Trained as a piano technician, he worked in Los Angeles and Portland for several years preparing pianos for concert performers such as Oscar Peterson, Dave Brubeck, Vladimir Horowitz and Arthur Rubinstein. He spent 10 years holed up in a loft in Seattle's Pioneer Square inventing a new action, the mechanism that causes the hammer to strike the piano string when each key is pressed, for an upright piano so the keys responded like a grand piano. In an industry where piano design has changed little in the past 100 years, it was a breakthrough.
He had hoped to sell the invention to a manufacturer, but the industry nose-dived in the early '90s with the popularity of digital pianos and an exploding used market created by retiring baby boomers.

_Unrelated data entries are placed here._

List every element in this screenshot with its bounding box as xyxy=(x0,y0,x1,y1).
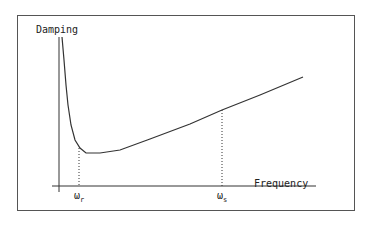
tick-omega-r-subscript: r xyxy=(80,196,84,204)
x-axis-label: Frequency xyxy=(254,178,308,189)
tick-omega-s-subscript: s xyxy=(223,196,227,204)
tick-omega-s: ωs xyxy=(217,190,227,201)
y-axis-label: Damping xyxy=(36,24,78,35)
tick-omega-r: ωr xyxy=(74,190,84,201)
damping-curve xyxy=(62,37,303,153)
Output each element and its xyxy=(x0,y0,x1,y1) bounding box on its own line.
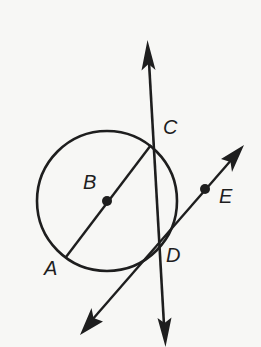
diagram-svg xyxy=(0,0,261,347)
point-B xyxy=(102,196,112,206)
point-E xyxy=(200,184,210,194)
label-D: D xyxy=(166,245,180,265)
label-B: B xyxy=(83,172,96,192)
label-E: E xyxy=(219,186,232,206)
label-C: C xyxy=(163,117,177,137)
line-CD xyxy=(149,62,164,325)
label-A: A xyxy=(44,258,57,278)
geometry-diagram: C B E D A xyxy=(0,0,261,347)
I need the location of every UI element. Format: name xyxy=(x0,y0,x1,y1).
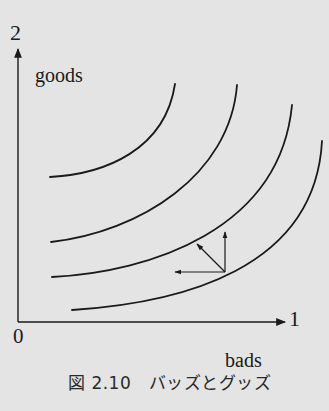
gradient-vector xyxy=(197,244,225,272)
indifference-curve-2 xyxy=(51,85,237,242)
figure-caption: 図 2.10 バッズとグッズ xyxy=(68,375,271,392)
indifference-curve-3 xyxy=(52,105,292,277)
x-axis-label: bads xyxy=(225,350,262,370)
y-axis-tick-label: 2 xyxy=(10,22,21,44)
indifference-curve-1 xyxy=(50,84,175,177)
x-axis-tick-label: 1 xyxy=(289,308,300,330)
origin-label: 0 xyxy=(13,326,24,347)
indifference-curve-4 xyxy=(72,141,322,310)
y-axis-label: goods xyxy=(35,65,83,85)
indifference-curve-diagram xyxy=(0,0,329,411)
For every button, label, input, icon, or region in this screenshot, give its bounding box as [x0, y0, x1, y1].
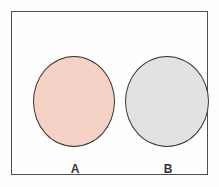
set-circle-b[interactable] [125, 56, 209, 147]
set-label-b: B [158, 163, 178, 175]
set-circle-a[interactable] [33, 56, 115, 147]
set-label-a: A [65, 163, 85, 175]
diagram-frame: A B [11, 11, 208, 175]
venn-diagram-figure: A B [0, 0, 219, 187]
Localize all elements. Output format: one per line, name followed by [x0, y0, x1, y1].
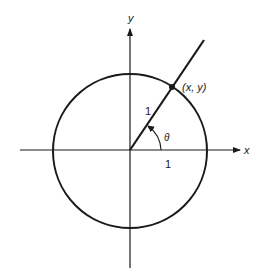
x-intercept-label: 1 — [165, 158, 171, 170]
angle-label: θ — [164, 132, 170, 143]
x-axis-label: x — [243, 144, 250, 156]
point-marker — [169, 84, 175, 90]
angle-arc — [148, 126, 161, 150]
point-label: (x, y) — [182, 81, 207, 93]
radius-label: 1 — [145, 105, 151, 117]
unit-circle-diagram: y x (x, y) 1 θ 1 — [0, 0, 262, 278]
y-axis-label: y — [127, 12, 135, 24]
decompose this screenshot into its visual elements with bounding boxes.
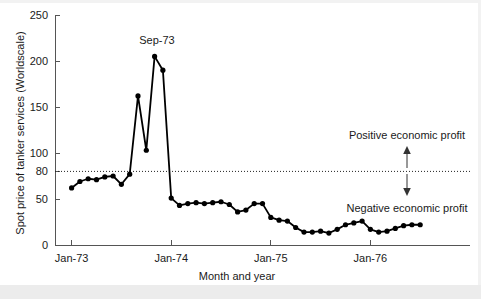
data-point [293, 225, 298, 230]
data-point [418, 222, 423, 227]
y-tick-label: 50 [36, 193, 48, 205]
data-point [127, 172, 132, 177]
x-tick-group: Jan-73Jan-74Jan-75Jan-76 [55, 240, 387, 264]
data-point [268, 215, 273, 220]
data-point [310, 230, 315, 235]
x-tick-label: Jan-74 [154, 252, 188, 264]
data-point [169, 195, 174, 200]
y-tick-label: 200 [30, 55, 48, 67]
data-point [326, 230, 331, 235]
data-point [177, 203, 182, 208]
data-point [343, 222, 348, 227]
data-point [218, 199, 223, 204]
y-tick-label: 0 [42, 239, 48, 251]
y-axis-title: Spot price of tanker services (Worldscal… [14, 31, 26, 234]
positive-profit-label: Positive economic profit [349, 129, 465, 141]
data-point [384, 229, 389, 234]
data-point [393, 226, 398, 231]
data-point [185, 201, 190, 206]
data-point [368, 227, 373, 232]
x-axis: Jan-73Jan-74Jan-75Jan-76 [55, 240, 470, 264]
data-point [86, 176, 91, 181]
data-point [202, 201, 207, 206]
x-axis-title: Month and year [199, 270, 276, 282]
peak-annotation-label: Sep-73 [139, 34, 174, 46]
data-point [227, 202, 232, 207]
y-tick-label: 80 [36, 165, 48, 177]
y-tick-label: 100 [30, 147, 48, 159]
data-point [235, 209, 240, 214]
data-point [285, 218, 290, 223]
data-point [335, 227, 340, 232]
line-chart: 05080100150200250 Jan-73Jan-74Jan-75Jan-… [0, 0, 481, 299]
data-point [318, 229, 323, 234]
data-point [401, 223, 406, 228]
data-point [152, 54, 157, 59]
data-point [77, 179, 82, 184]
data-point [360, 218, 365, 223]
data-point [409, 222, 414, 227]
negative-profit-label: Negative economic profit [346, 202, 467, 214]
positive-arrow-head-icon [403, 146, 411, 154]
data-point [252, 201, 257, 206]
y-tick-label: 250 [30, 9, 48, 21]
data-point [144, 148, 149, 153]
y-tick-label: 150 [30, 101, 48, 113]
chart-page: 05080100150200250 Jan-73Jan-74Jan-75Jan-… [0, 0, 481, 299]
data-point [102, 174, 107, 179]
data-point [160, 68, 165, 73]
data-point [351, 220, 356, 225]
x-tick-label: Jan-76 [354, 252, 388, 264]
data-point [260, 201, 265, 206]
data-point [243, 207, 248, 212]
y-axis: 05080100150200250 [30, 9, 60, 251]
data-point [69, 185, 74, 190]
data-point [376, 230, 381, 235]
data-point [119, 182, 124, 187]
data-point [135, 93, 140, 98]
negative-arrow-head-icon [403, 188, 411, 196]
x-tick-label: Jan-73 [55, 252, 89, 264]
data-point [210, 200, 215, 205]
data-point [194, 200, 199, 205]
data-point [277, 218, 282, 223]
data-point [301, 230, 306, 235]
data-point [111, 173, 116, 178]
data-point [94, 177, 99, 182]
x-tick-label: Jan-75 [254, 252, 288, 264]
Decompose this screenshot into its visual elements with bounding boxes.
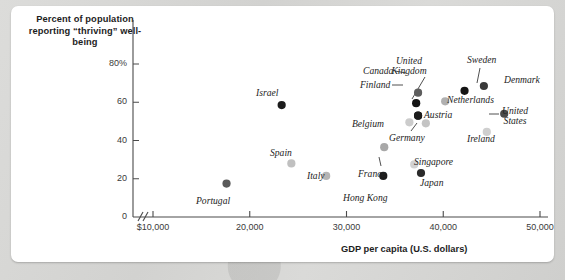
x-tick-label: 30,000 — [312, 222, 382, 232]
point-label: Austria — [424, 110, 452, 121]
x-tick-label: 50,000 — [505, 222, 554, 232]
point-label: Singapore — [414, 157, 453, 168]
data-point — [412, 99, 420, 107]
point-label: UnitedStates — [502, 106, 528, 126]
point-label: UnitedKingdom — [391, 56, 426, 76]
data-point — [414, 112, 422, 120]
x-tick-label: $10,000 — [118, 222, 188, 232]
data-point — [287, 159, 295, 167]
point-label: Netherlands — [447, 95, 494, 106]
point-label: Finland — [360, 80, 390, 91]
point-label: Portugal — [196, 196, 230, 207]
point-label: Hong Kong — [343, 193, 388, 204]
scatter-plot: Percent of population reporting “thrivin… — [11, 6, 554, 262]
data-point — [380, 143, 388, 151]
data-point — [414, 89, 422, 97]
y-tick-label: 40 — [77, 135, 127, 145]
y-tick-label: 0 — [77, 211, 127, 221]
point-label: Denmark — [504, 75, 540, 86]
point-label: Israel — [256, 88, 278, 99]
data-point — [417, 169, 425, 177]
point-label: Canada — [363, 66, 393, 77]
data-point — [278, 101, 286, 109]
point-label: Germany — [389, 133, 425, 144]
point-label: France — [358, 169, 386, 180]
y-tick-label: 80% — [77, 58, 127, 68]
leader-line — [477, 68, 480, 83]
point-label: Sweden — [467, 55, 496, 66]
data-point — [405, 118, 413, 126]
point-label: Ireland — [467, 134, 495, 145]
x-tick-label: 40,000 — [408, 222, 478, 232]
y-tick-label: 20 — [77, 173, 127, 183]
data-point — [222, 179, 230, 187]
leader-line — [379, 157, 381, 166]
x-axis-title: GDP per capita (U.S. dollars) — [341, 244, 467, 254]
chart-panel: Percent of population reporting “thrivin… — [11, 6, 554, 262]
point-label: Italy — [307, 171, 325, 182]
data-point — [480, 82, 488, 90]
y-tick-label: 60 — [77, 96, 127, 106]
point-label: Japan — [420, 178, 443, 189]
x-tick-label: 20,000 — [215, 222, 285, 232]
point-label: Spain — [270, 148, 292, 159]
point-label: Belgium — [352, 119, 384, 130]
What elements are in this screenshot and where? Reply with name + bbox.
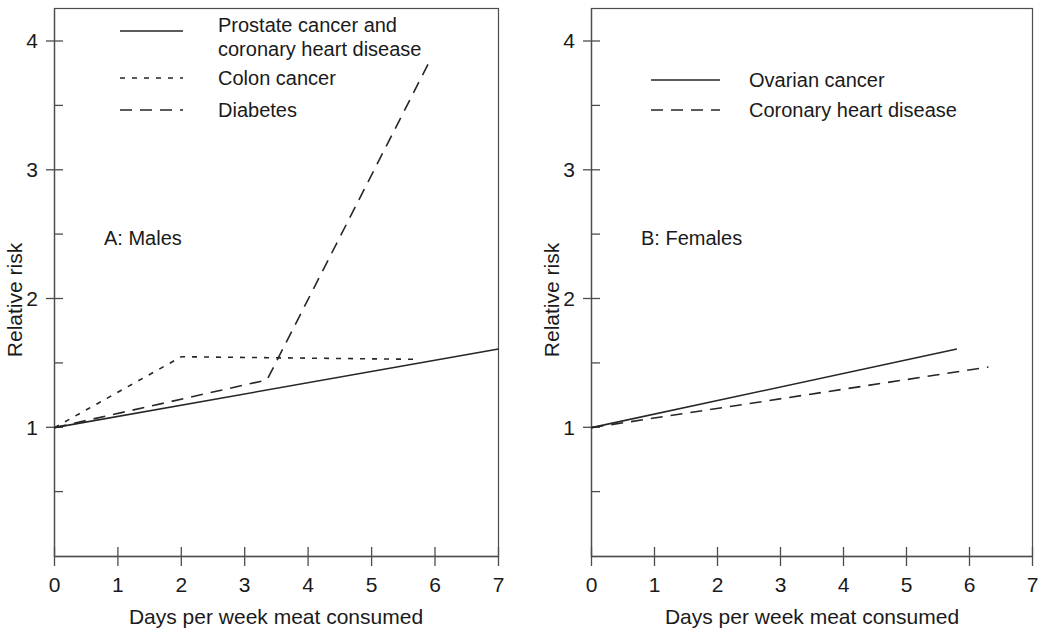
series-line-ovarian-cancer [592, 349, 957, 428]
y-axis-title-b: Relative risk [540, 242, 563, 357]
panel-label-b: B: Females [641, 227, 742, 249]
y-tick-label-2-a: 2 [26, 287, 38, 310]
legend-label-ovarian-cancer: Ovarian cancer [749, 69, 885, 91]
legend-b: Ovarian cancer Coronary heart disease [651, 69, 957, 121]
x-axis-title-a: Days per week meat consumed [129, 605, 423, 628]
x-tick-label-4-a: 4 [302, 573, 314, 596]
y-tick-label-3-a: 3 [26, 158, 38, 181]
plot-frame-a [55, 9, 499, 557]
x-tick-label-6-a: 6 [429, 573, 441, 596]
y-tick-label-3-b: 3 [563, 158, 575, 181]
x-tick-label-0-a: 0 [49, 573, 61, 596]
x-tick-label-3-b: 3 [775, 573, 787, 596]
x-tick-label-7-b: 7 [1027, 573, 1039, 596]
chart-panel-a: 4 3 2 1 0 1 2 [0, 0, 523, 633]
y-axis-title-a: Relative risk [3, 242, 26, 357]
series-b [592, 349, 989, 428]
legend-label-colon-cancer: Colon cancer [218, 67, 336, 89]
y-tick-label-1-a: 1 [26, 416, 38, 439]
x-axis-a: 0 1 2 3 4 5 6 7 [49, 547, 505, 596]
x-tick-label-6-b: 6 [964, 573, 976, 596]
x-tick-label-0-b: 0 [586, 573, 598, 596]
series-line-prostate-chd [55, 349, 499, 428]
chart-b-canvas: 4 3 2 1 0 1 2 [523, 0, 1046, 633]
y-tick-label-4-b: 4 [563, 29, 575, 52]
chart-a-canvas: 4 3 2 1 0 1 2 [0, 0, 523, 633]
x-tick-label-1-b: 1 [649, 573, 661, 596]
legend-label-prostate-chd-line2: coronary heart disease [218, 38, 421, 60]
series-line-coronary-heart-disease [592, 367, 989, 428]
legend-label-coronary-heart-disease: Coronary heart disease [749, 99, 957, 121]
x-tick-label-5-b: 5 [901, 573, 913, 596]
y-tick-label-4-a: 4 [26, 29, 38, 52]
x-tick-label-4-b: 4 [838, 573, 850, 596]
y-axis-b: 4 3 2 1 [563, 9, 600, 557]
chart-panel-b: 4 3 2 1 0 1 2 [523, 0, 1046, 633]
x-tick-label-2-b: 2 [712, 573, 724, 596]
x-tick-label-1-a: 1 [112, 573, 124, 596]
y-tick-label-2-b: 2 [563, 287, 575, 310]
series-line-colon-cancer [55, 357, 417, 428]
x-tick-label-5-a: 5 [366, 573, 378, 596]
legend-a: Prostate cancer and coronary heart disea… [120, 14, 421, 121]
figure-root: 4 3 2 1 0 1 2 [0, 0, 1046, 633]
panel-label-a: A: Males [104, 227, 182, 249]
legend-label-prostate-chd-line1: Prostate cancer and [218, 14, 397, 36]
x-tick-label-2-a: 2 [175, 573, 187, 596]
x-tick-label-7-a: 7 [493, 573, 505, 596]
legend-label-diabetes: Diabetes [218, 99, 297, 121]
x-axis-b: 0 1 2 3 4 5 6 7 [586, 547, 1039, 596]
y-tick-label-1-b: 1 [563, 416, 575, 439]
y-axis-a: 4 3 2 1 [26, 9, 63, 557]
x-tick-label-3-a: 3 [239, 573, 251, 596]
x-axis-title-b: Days per week meat consumed [665, 605, 959, 628]
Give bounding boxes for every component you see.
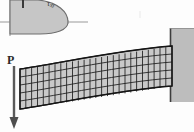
shear-stress-label: τxy bbox=[47, 0, 55, 8]
shear-stress-subscript: xy bbox=[50, 2, 55, 8]
load-arrow bbox=[10, 66, 19, 129]
wall-support bbox=[170, 28, 194, 102]
load-label: P bbox=[7, 54, 15, 66]
scan-speck bbox=[139, 11, 141, 18]
shear-stress-subfigure bbox=[0, 0, 88, 36]
load-arrow-head-icon bbox=[10, 117, 19, 129]
figure-canvas bbox=[0, 0, 194, 132]
beam-mesh-figure: P τxy bbox=[0, 0, 194, 132]
wall-block bbox=[170, 28, 194, 102]
shear-stress-profile bbox=[10, 0, 68, 34]
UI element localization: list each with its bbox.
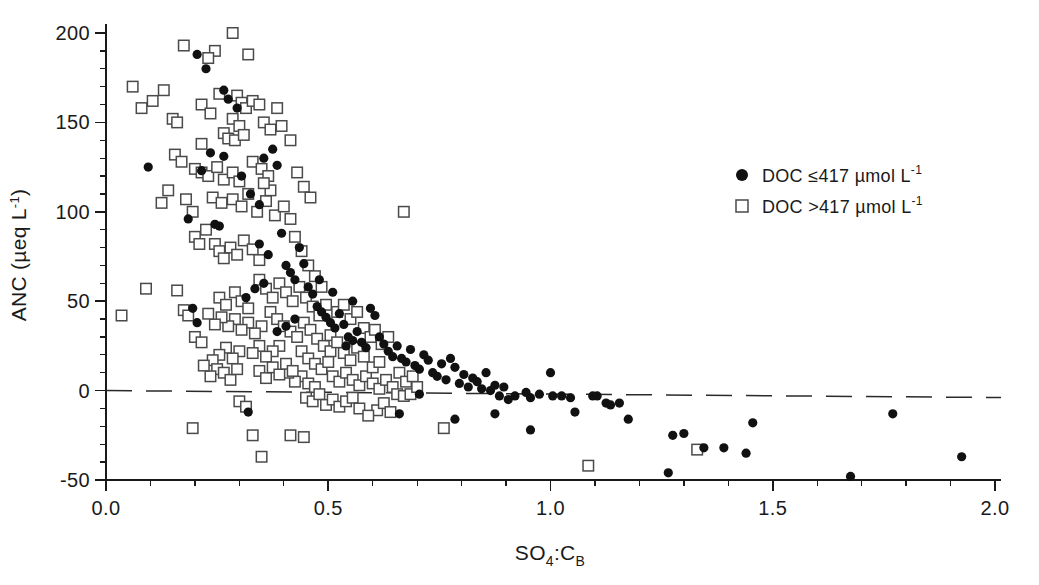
data-point-open-square xyxy=(272,103,283,114)
data-point-filled-circle xyxy=(330,323,339,332)
legend-open-square-icon xyxy=(736,200,748,212)
data-point-filled-circle xyxy=(193,50,202,59)
data-point-filled-circle xyxy=(224,95,233,104)
data-point-open-square xyxy=(212,162,223,173)
legend-entry-0-text: DOC ≤417 µmol L-1 xyxy=(762,163,922,186)
data-point-filled-circle xyxy=(406,345,415,354)
data-point-filled-circle xyxy=(144,163,153,172)
data-point-open-square xyxy=(323,357,334,368)
y-tick-label: 200 xyxy=(55,22,90,44)
data-point-filled-circle xyxy=(184,214,193,223)
x-tick-label: 2.0 xyxy=(980,497,1009,519)
data-point-filled-circle xyxy=(219,86,228,95)
data-point-filled-circle xyxy=(606,400,615,409)
data-point-filled-circle xyxy=(353,327,362,336)
x-tick-label: 0.0 xyxy=(91,497,120,519)
data-point-filled-circle xyxy=(259,279,268,288)
data-point-open-square xyxy=(163,185,174,196)
y-tick-label: 150 xyxy=(55,111,90,133)
data-point-open-square xyxy=(147,96,158,107)
legend-0-exponent: -1 xyxy=(911,163,922,177)
data-point-open-square xyxy=(172,285,183,296)
data-point-filled-circle xyxy=(295,243,304,252)
y-title-sup: -1 xyxy=(7,196,22,208)
data-point-open-square xyxy=(385,407,396,418)
data-point-filled-circle xyxy=(328,288,337,297)
legend-entry-1-text: DOC >417 µmol L-1 xyxy=(762,194,923,217)
data-point-open-square xyxy=(203,53,214,64)
data-point-filled-circle xyxy=(481,368,490,377)
data-point-open-square xyxy=(116,310,127,321)
y-tick-label: 0 xyxy=(78,380,90,402)
data-point-open-square xyxy=(247,430,258,441)
data-point-open-square xyxy=(216,198,227,209)
data-point-open-square xyxy=(196,337,207,348)
data-point-open-square xyxy=(299,182,310,193)
data-point-filled-circle xyxy=(201,64,210,73)
data-point-filled-circle xyxy=(341,341,350,350)
data-point-filled-circle xyxy=(526,425,535,434)
legend-0-value: 417 xyxy=(818,166,849,186)
data-point-filled-circle xyxy=(339,320,348,329)
legend-0-operator: ≤ xyxy=(808,166,818,186)
data-point-filled-circle xyxy=(348,297,357,306)
data-point-open-square xyxy=(363,410,374,421)
data-point-filled-circle xyxy=(233,103,242,112)
x-tick-label: 1.5 xyxy=(758,497,787,519)
data-point-open-square xyxy=(127,81,138,92)
data-point-filled-circle xyxy=(441,375,450,384)
data-point-open-square xyxy=(250,328,261,339)
data-point-open-square xyxy=(225,375,236,386)
data-point-filled-circle xyxy=(290,314,299,323)
data-point-filled-circle xyxy=(748,418,757,427)
data-point-filled-circle xyxy=(277,229,286,238)
data-point-filled-circle xyxy=(741,449,750,458)
data-point-open-square xyxy=(205,108,216,119)
data-point-filled-circle xyxy=(490,409,499,418)
data-point-open-square xyxy=(205,371,216,382)
data-point-filled-circle xyxy=(446,354,455,363)
data-point-filled-circle xyxy=(273,327,282,336)
data-point-open-square xyxy=(201,224,212,235)
data-point-open-square xyxy=(305,192,316,203)
data-point-filled-circle xyxy=(361,343,370,352)
data-point-open-square xyxy=(243,303,254,314)
data-point-open-square xyxy=(176,156,187,167)
data-point-open-square xyxy=(261,351,272,362)
data-point-open-square xyxy=(265,124,276,135)
data-point-filled-circle xyxy=(308,289,317,298)
data-point-filled-circle xyxy=(290,275,299,284)
legend-1-prefix: DOC xyxy=(762,197,803,217)
data-point-filled-circle xyxy=(264,250,273,259)
data-point-open-square xyxy=(439,423,450,434)
data-point-open-square xyxy=(299,432,310,443)
data-point-filled-circle xyxy=(490,381,499,390)
data-point-open-square xyxy=(141,283,152,294)
data-point-open-square xyxy=(347,393,358,404)
data-point-filled-circle xyxy=(664,468,673,477)
data-point-filled-circle xyxy=(615,399,624,408)
data-point-filled-circle xyxy=(215,222,224,231)
data-point-filled-circle xyxy=(433,372,442,381)
data-point-open-square xyxy=(339,300,350,311)
data-point-open-square xyxy=(254,255,264,265)
data-point-filled-circle xyxy=(424,356,433,365)
data-point-open-square xyxy=(247,348,258,359)
scatter-plot: -50050100150200 0.00.51.01.52.0 ANC (µeq… xyxy=(0,0,1039,585)
data-point-filled-circle xyxy=(593,391,602,400)
data-point-filled-circle xyxy=(957,452,966,461)
y-axis-title-text: ANC (µeq L-1) xyxy=(7,189,30,322)
data-point-filled-circle xyxy=(259,154,268,163)
data-point-filled-circle xyxy=(415,390,424,399)
x-title-base1: SO xyxy=(515,541,546,564)
data-point-open-square xyxy=(276,121,287,132)
data-point-filled-circle xyxy=(241,293,250,302)
data-point-filled-circle xyxy=(719,443,728,452)
data-point-open-square xyxy=(261,373,272,384)
series-doc-low-points xyxy=(144,50,967,481)
data-point-open-square xyxy=(203,308,214,319)
data-point-open-square xyxy=(136,103,147,114)
legend-1-value: 417 xyxy=(819,197,850,217)
x-axis-ticks xyxy=(106,480,995,491)
data-point-filled-circle xyxy=(250,284,259,293)
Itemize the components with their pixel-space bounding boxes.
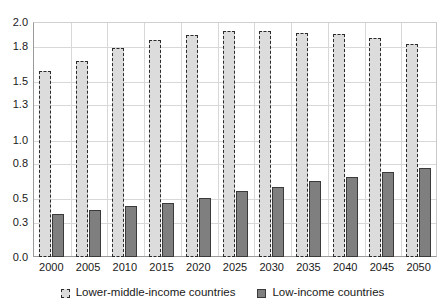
- bar-lower-middle-income: [333, 34, 345, 257]
- x-axis-tick-label: 2020: [186, 262, 210, 273]
- y-axis-tick-label: 1.8: [13, 40, 28, 51]
- y-axis-tick-label: 1.0: [13, 134, 28, 145]
- bar-low-income: [125, 206, 137, 257]
- chart-legend: Lower-middle-income countriesLow-income …: [0, 282, 445, 304]
- bars-layer: [33, 22, 437, 257]
- bar-lower-middle-income: [296, 33, 308, 257]
- y-axis-tick-label: 0.3: [13, 216, 28, 227]
- legend-label: Lower-middle-income countries: [76, 287, 236, 299]
- y-axis-tick-label: 1.3: [13, 99, 28, 110]
- bar-lower-middle-income: [149, 40, 161, 257]
- bar-lower-middle-income: [259, 31, 271, 257]
- bar-low-income: [382, 172, 394, 257]
- bar-lower-middle-income: [406, 44, 418, 257]
- bar-low-income: [309, 181, 321, 257]
- legend-swatch-icon: [257, 289, 266, 298]
- legend-entry[interactable]: Lower-middle-income countries: [61, 287, 236, 299]
- bar-lower-middle-income: [223, 31, 235, 257]
- bar-lower-middle-income: [76, 61, 88, 257]
- bar-chart: 0.00.30.50.81.01.31.51.82.0 200020052010…: [0, 0, 445, 306]
- bar-low-income: [272, 187, 284, 258]
- y-axis-tick-label: 1.5: [13, 75, 28, 86]
- x-axis-tick-label: 2010: [113, 262, 137, 273]
- bar-lower-middle-income: [39, 71, 51, 257]
- bar-low-income: [346, 177, 358, 257]
- x-axis-tick-label: 2035: [296, 262, 320, 273]
- x-axis: 2000200520102015202020252030203520402045…: [33, 259, 437, 279]
- legend-label: Low-income countries: [272, 287, 384, 299]
- legend-swatch-icon: [61, 289, 70, 298]
- y-axis-tick-label: 0.8: [13, 158, 28, 169]
- legend-entry[interactable]: Low-income countries: [257, 287, 384, 299]
- bar-low-income: [236, 191, 248, 257]
- x-axis-tick-label: 2030: [259, 262, 283, 273]
- x-axis-tick-label: 2045: [370, 262, 394, 273]
- x-axis-tick-label: 2025: [223, 262, 247, 273]
- y-axis-tick-label: 2.0: [13, 17, 28, 28]
- bar-low-income: [199, 198, 211, 257]
- x-axis-tick-label: 2040: [333, 262, 357, 273]
- x-axis-tick-label: 2000: [39, 262, 63, 273]
- bar-low-income: [419, 168, 431, 257]
- bar-low-income: [89, 210, 101, 257]
- bar-low-income: [162, 203, 174, 257]
- y-axis-tick-label: 0.5: [13, 193, 28, 204]
- x-axis-tick-label: 2015: [149, 262, 173, 273]
- bar-lower-middle-income: [369, 38, 381, 257]
- y-axis: 0.00.30.50.81.01.31.51.82.0: [0, 0, 33, 280]
- x-axis-tick-label: 2005: [76, 262, 100, 273]
- x-axis-tick-label: 2050: [406, 262, 430, 273]
- bar-low-income: [52, 214, 64, 257]
- bar-lower-middle-income: [112, 48, 124, 257]
- bar-lower-middle-income: [186, 35, 198, 257]
- y-axis-tick-label: 0.0: [13, 252, 28, 263]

The couple opened a piano store on Lake City Way to sell upright pianos with his action, and they started selling grands from China, which had just started manufacturing pianos on a large scale. They shuttered the store in 2000 when they realized more than half of their customers found them through their Web site, www.fandrich.com, and they turned their garage into a showroom.
About half of Fandrich's pianos have been sold to people out of state, with customers finding them through the Internet, Fine's piano book or word-of-mouth. Customers fly to Seattle or find a Fandrich owner near them and try out that piano. The Fandrichs visit all their customers' pianos on the West Coast to needle the hammers and revive the pianos' tone each year.
The buying process
The rest of the year they live and work on a patch of woods along a winding one-lane road in Stanwood. Heather Fandrich and her first husband bought this place three decades ago and built the log house. She had always wanted to live like Laura Ingalls Wilder, author of the "Little House" children's books about a pioneer family.
Prospective buyers make the drive up about once a week. She can explain the inner workings of a piano and negotiate sales. Eventually, Darrell Fandrich wanders in, to talk hammers and play a little Brahms and "Over the Rainbow."
The goal, he said, is "to survive up here in our little 5 acres in the woods and do what I love doing."